KU Medical Center Addresses State's Shortage of Healthcare Professionals

KU HospitalThe University of Kansas Medical Center (KU Medical Center) — home to Kansas’ only school of medicine — celebrated the recent opening of the Health Education Building (HEB) to address the state’s critical shortage of healthcare professionals in underserved communities. The new, four-story, 171,000-square-foot building designed by CO Architects (programming and design architect) and Helix Architecture + Design (executive architect) significantly enhances the medical campus’ existing facilities, curriculum, and classrooms with high-tech simulation environments and flexible learning studios.

"The advanced teaching technology at KU Medical Center’s Health Education Building supports new models of learning to attract and educate a greater number of doctors, nurses, and healthcare professionals," says Paul Zajfen, FAIA, RIBA, Design Principal at Los Angeles-based CO Architects. "Design considerations were made to create a first-rate educational building that is flexible enough to accommodate a 25 percent class size increase over its current enrollment."

Located on the northeast corner of West 39th Avenue and Rainbow Boulevard, the new HEB creates an iconic presence artfully balanced by a transparent, four-story "lantern" box design. Glass allows public and student areas to have access to natural daylight and exterior views. The building blends traditional and emerging educational spaces that support active, team-based learning — from large-scale teaching studios to state-of-the-art clinical skills and simulation laboratories. Two 225-person interactive studios can be combined by an operable partition to create one column-free 11,000-square-foot event space. These specialized programmatic elements "float" within the glass container to put the heart of the building, the core of its curriculum, on display to the public.

HEB sits at the center of existing clinical, research and educational buildings on the Kansas City campus. The new building will serve as the primary teaching facility to support inter-professional education for three schools (University of Kansas School of Medicine, School of Nursing, and School of Health Professions) and connects its users with a 250-foot-long glass-enclosed "building" bridge passing directly through HEB’s center and spanning over the adjacent street. The bridge links the campus into an energized, interdisciplinary loop to become the intersection of campus life with 6,000 square feet of lounge, meeting, and student activity space.
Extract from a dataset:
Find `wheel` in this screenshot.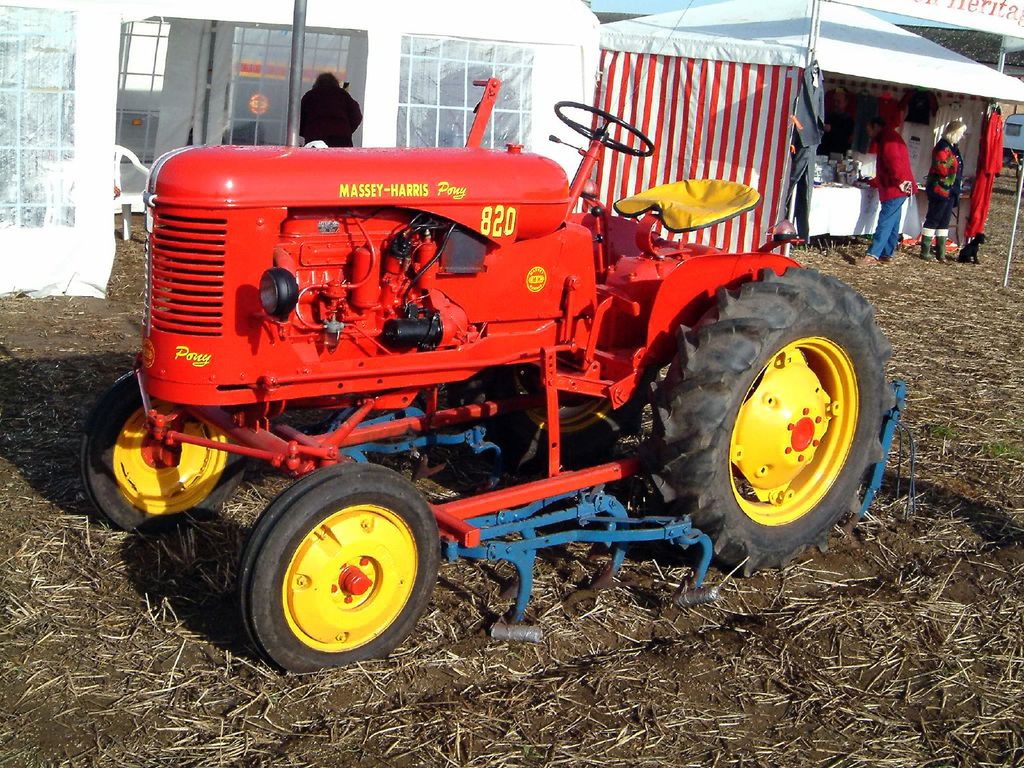
The bounding box for `wheel` is [230, 474, 434, 668].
The overall design consciously incorporates energy-efficient systems, recycled and regional materials, and passive energy strategies. The design improves current site conditions by transforming an on-grade parking lot into a 22,000-square-foot green courtyard and a 17,000-square-foot vegetated roof with access. These garden spaces will welcome and encourage outdoor activity around the building. An irrigation system utilizes condensate water from the building’s mechanical system.

In addition to Zajfen, the CO Architects design team includes: Scott Kelsey, FAIA, managing principal; Jonathan Kanda, FAIA, LEED-AP BD+C, principal/project manager; Tanner Clapham, AIA, associate/project designer; Chao Chen, architect; and Michael Ly, designer.

Featured

  • Doerr School of Sustainability Accelerator

    From Concrete Warehouse to Innovation Hub: Accelerating Sustainability at Stanford

    The transformation of a once windowless, concrete publishing warehouse into a sun-drenched center for global innovation began with a single, fundamental challenge: how to turn an industrial storage shell into a space built for human connection.

  • CU-Lock Haven Receives $1.75M Gift for New Entrepreneurship, Media Center

    Commonwealth University-Lock Haven in Lock Haven, Penn., recently received a $1.75-million donation from entrepreneur and alumnus Nicholas Subich ’17, according to a university news release. The funds will go toward establishing the Nicholas Subich Center for Entrepreneurship and Media, a technology-driven hub for innovation and experiential learning.

  • Academy of Classical Education Breaks Ground in Louisiana

    Charter Schools USA (CSUSA) recently announced the groundbreaking of a new public charter school in Covington, La., according to a news release. The Academy of Classical Education at Covington will enroll students in grades K–8 and is scheduled for completion in August 2026, just in time for the new school year.

  • Arlington High School

    Arlington High School

    Established in 1999, the Education Design Showcase is a vehicle for showing off innovative — yet practical — solutions in planning, design, architecture, and construction. Arlington High School has been recognized with an EDS 2026 Grand Prize award in the category of New Construction.